Pulling out my black-colored pencil and underlining words and phrases associated with sin is something I know I’m gonna do when I start reading about the life of Samson. He is the embodiment of his age as he cruises along making bad choices because he decides to make life choices based on what’s right in his own eyes (compare Judges 14:3b & 14:7 with Judges 21:25). But this morning, I’m using my black pencil to underline things I don’t think I’ve ever underlined before. And, as I do, I’m thinking, “Dude! Wash your hands!”

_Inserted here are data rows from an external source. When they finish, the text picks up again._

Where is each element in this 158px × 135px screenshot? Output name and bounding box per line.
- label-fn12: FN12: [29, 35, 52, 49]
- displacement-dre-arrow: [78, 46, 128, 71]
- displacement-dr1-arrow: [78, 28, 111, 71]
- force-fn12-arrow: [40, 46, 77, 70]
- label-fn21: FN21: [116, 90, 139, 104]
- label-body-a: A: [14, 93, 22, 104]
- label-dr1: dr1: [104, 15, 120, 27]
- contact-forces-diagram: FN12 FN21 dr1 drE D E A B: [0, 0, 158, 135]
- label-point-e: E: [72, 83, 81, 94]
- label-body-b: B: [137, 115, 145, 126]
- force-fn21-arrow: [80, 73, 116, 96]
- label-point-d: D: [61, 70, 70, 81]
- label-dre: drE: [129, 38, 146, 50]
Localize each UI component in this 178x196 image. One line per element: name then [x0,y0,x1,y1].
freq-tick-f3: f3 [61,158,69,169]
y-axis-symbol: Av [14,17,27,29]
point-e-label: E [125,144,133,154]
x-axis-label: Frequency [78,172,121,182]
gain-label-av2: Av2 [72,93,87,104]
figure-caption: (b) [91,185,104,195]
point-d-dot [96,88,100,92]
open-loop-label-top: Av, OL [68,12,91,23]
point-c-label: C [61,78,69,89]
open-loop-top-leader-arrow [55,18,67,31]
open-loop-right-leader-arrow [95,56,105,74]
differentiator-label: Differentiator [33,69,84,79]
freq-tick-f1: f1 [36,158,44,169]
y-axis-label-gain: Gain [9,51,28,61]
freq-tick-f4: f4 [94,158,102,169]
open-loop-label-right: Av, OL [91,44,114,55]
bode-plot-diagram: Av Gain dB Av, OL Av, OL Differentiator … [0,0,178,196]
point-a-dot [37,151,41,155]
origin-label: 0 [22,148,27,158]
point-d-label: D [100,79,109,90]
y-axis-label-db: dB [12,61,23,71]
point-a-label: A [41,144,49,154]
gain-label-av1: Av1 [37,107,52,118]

And behold, a young lion came toward him roaring. Then the Spirit of the LORD rushed upon him, and although he had nothing in his hand, he tore the lion in pieces as one tears a young goat. But he did not tell his father or his mother what he had done. . . .
After some days he returned to take her. And he turned aside to see the carcass of the lion, and behold, there was a swarm of bees in the body of the lion, and honey. He scraped it out into his hands and went on, eating as he went. And he came to his father and mother and gave some to them, and they ate. But he did not tell them that he had scraped the honey from the carcass of the lion. . . .
And he found a fresh jawbone of a donkey, and put out his hand and took it, and with it he struck 1,000 men.
(Judges 14:5b-6, 8-9; 15:15 ESV)
Samson tore a lion to pieces with his bare hands. Yuck! After a few days, he went to admire his handiwork and finds honey in the rotting carcass and scraped it out into his hands and ate it. Gag! Later, to defend himself against a Philistine vigilante, he finds a fresh jawbone of a donkey — fresh, I’m thinking, as still sporting flesh — and picks it up with his hands. Disgusting!
Dude! Wash your hands!
This guy was born into a Nazirite vow (Judges 13:5), a vow of consecration meant to declare he was the LORD’s. And part of that vow, specifically, was to not eat anything unclean (Judges 13:4) — like honey from the cavity of a dead and decaying animal. In fact, the way of the Nazirite required him not to make himself unclean by coming in contact with any corpse at all (Numbers 6:2-7). How come?
“All the days of his separation he is holy to the LORD.”
(Numbers 6:8 ESV)
Yeah, you can underline with your black-colored pencil Samson’s “big sins” . . . like lustfully getting mixed up with a Philistine woman (Judges 14:1-3), or arrogantly messing with his wedding guests (Judges 14:12-18), or angrily murdering 30 innocent bystanders (Judges 14:19), but it’s the small stuff — like playing fast and loose with keeping his hands clean — that sets the tone for whether Samson would take seriously his call to be “holy to the LORD.”
Is there an application here? I’m thinking.
I’ve been called to be separate and touch no unclean thing (2Cor. 6:17). I’ve been told to be holy, even as my God is holy (1Peter 1:14-16). How are my hands?
I should try and keep them clean. But, honestly, it’s pretty hard to do as I battle this old man in me, often referred to as “the flesh.” Too often this guy is also tempted to do what’s right in his own eyes. There’s just too much contact with the flesh I am trying to die to to keep these hands without stain.
But I know how to make them clean again. And again. And again. And again. What can wash away my sins? Nothing but the blood of Jesus. So, dude! Wash your hands!
If we confess our sins, He is faithful and just to forgive us our sins and to cleanse us from all unrighteousness.
(1John 1:9 ESV)
Freshly cleansed hands because of the finished work of the cross. And clean hands are a pretty good start towards being serious about a consecrated life.
Who shall ascend the hill of the LORD?
And who shall stand in His holy place?
He who has clean hands and a pure heart . . .
(Psalm 24:3-4a ESV)
Only by God’s grace. Only for God’s glory.